We must therefore keep in mind that the struggles are part of this
nightmarish universe. It is difficult to imagine that they could produce
power relations capable of "breaking down the segmentations". Until last
year, the simple fact that, in the Territories, these struggles
continued to exist and to constrain the reproduction of social relations
(once again, I am talking here about the struggles, not about
hierarchical resistance) was in itself something that, personally, shook
me and nourished me. Today, the weight of the logic of massacre crushes
everything: the capacity for autonomous action of the Palestinian
proletariat is under threat of carpet bombing and, as long as the Jewish
proletariat remains captive to the Israeli state (which is not about to
change), there is nothing to negotiate through the balance of power. We
have indeed entered another phase, hardly one that brings much hope.

Doesn't denying the material base of the Palestinian "people" amount to
providing "passive support" to the state that colonizes and represses them?

I think it is possible to develop a framework of analysis in which we
feel solidarity with the struggles in Palestine without being under any
illusions about the perspectives brought by the "national"
socio-political apparatuses. This is what Socialisme ou Barbarie had
partly succeeded in doing during the Algerian War: developing an
internationalist line capable of holding a critical position on the FLN,
based on a class analysis.
In Palestine, as everywhere in the world, we are in a period where we
will not find anywhere a political incarnation "of class" of the
proletariat. Some cling to an identification with left-wing parties like
the PFLP or the FDLP (Democratic Front for the Liberation of Palestine),
or to a hypothetical civil society at a distance from the parties. I
understand the approach, and I was led to share it in my travels by
"cultural" affinity, but these parties and this civil society are
crossed by class contradictions that the executives want to pass off as
secondary with regard to national domination. However, it is with the
discourse of these executives that we find ourselves (generally) in
solidarity, without realizing it.
I cling to the idea that social relations take precedence over political
ideologies, and that, both emotionally and intellectually, we must
always try to "start from the bottom", socially speaking, beyond
political identifications, to understand the struggles that "the"

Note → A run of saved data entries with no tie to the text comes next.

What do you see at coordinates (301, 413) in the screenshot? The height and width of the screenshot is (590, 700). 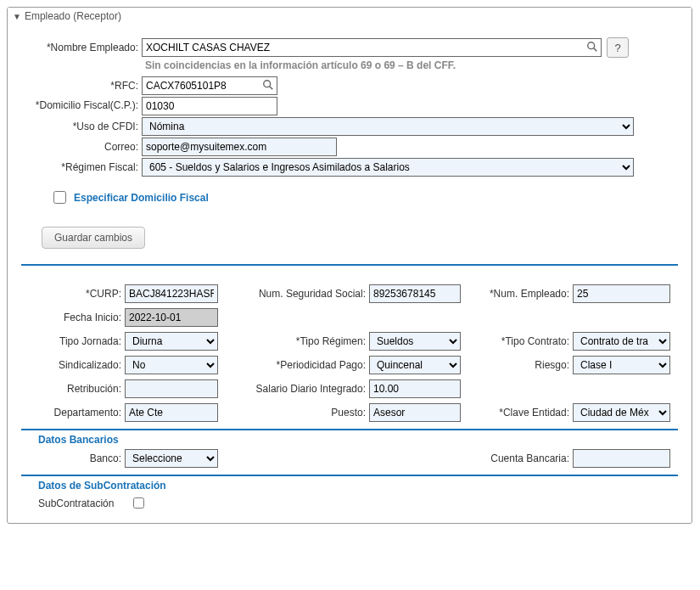 I see `puesto-label: Puesto:` at bounding box center [301, 413]. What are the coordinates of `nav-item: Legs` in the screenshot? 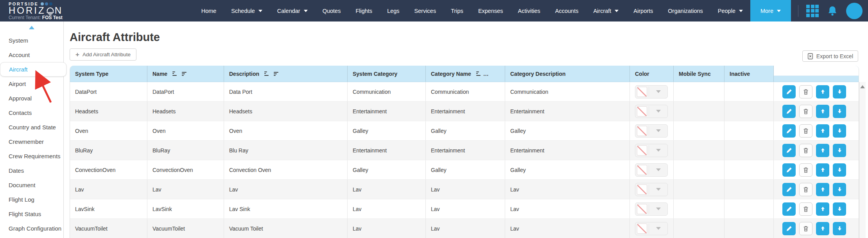 It's located at (393, 11).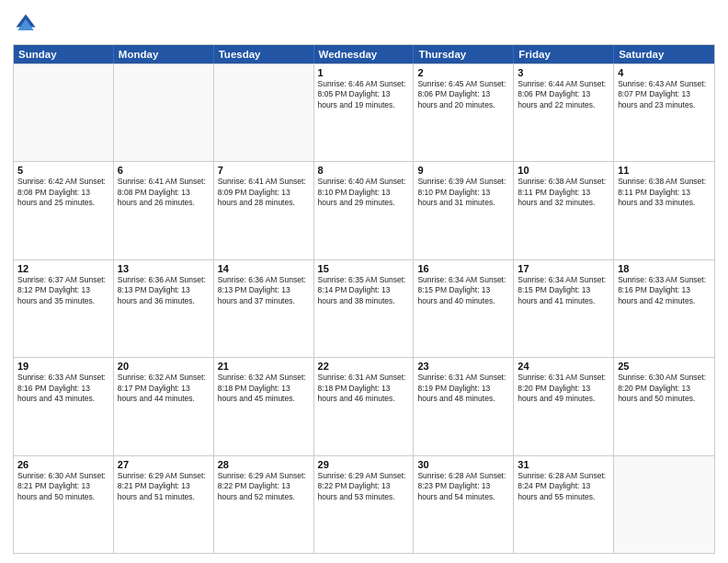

national struggle claims to encompass.
In the identification with Palestine, with the idea of Palestine,
distinct logics can be identified according to class, the relationship
to politics, to militant capital, cultural, etc. This is the case there,
but also with us, in expressions of solidarity. These different logics
do not coexist, they do not draw a convergence or a unity: they are
contradictory, they are in struggle, in a more or less assumed or silent
manner.
I have little to say on the terrain of "what to do". It seems to me in
any case that, more than the different political positions held in the
solidarity movement (what we think of Hamas, of a bi-national State or
other), it is appropriate to question its social composition and the
practices of struggle that result from it, in order to then position
ourselves in the movement - in the hope of "bringing the war home", and
of attacking the maintenance of social order where we are and, thus, of
putting an end to the massacres in Gaza. In France, the capture and
supervision of solidarity demonstrations by politicians from La France
Insoumise and their ilk who instrumentalize the "Palestinian cause" as
part of their interests, or even by associations that position
themselves as interlocutors of the government, in my opinion refers to a
defeat of the proletarian, non-political component of the movement,
which had expressed itself for example with more force during the 2014 war.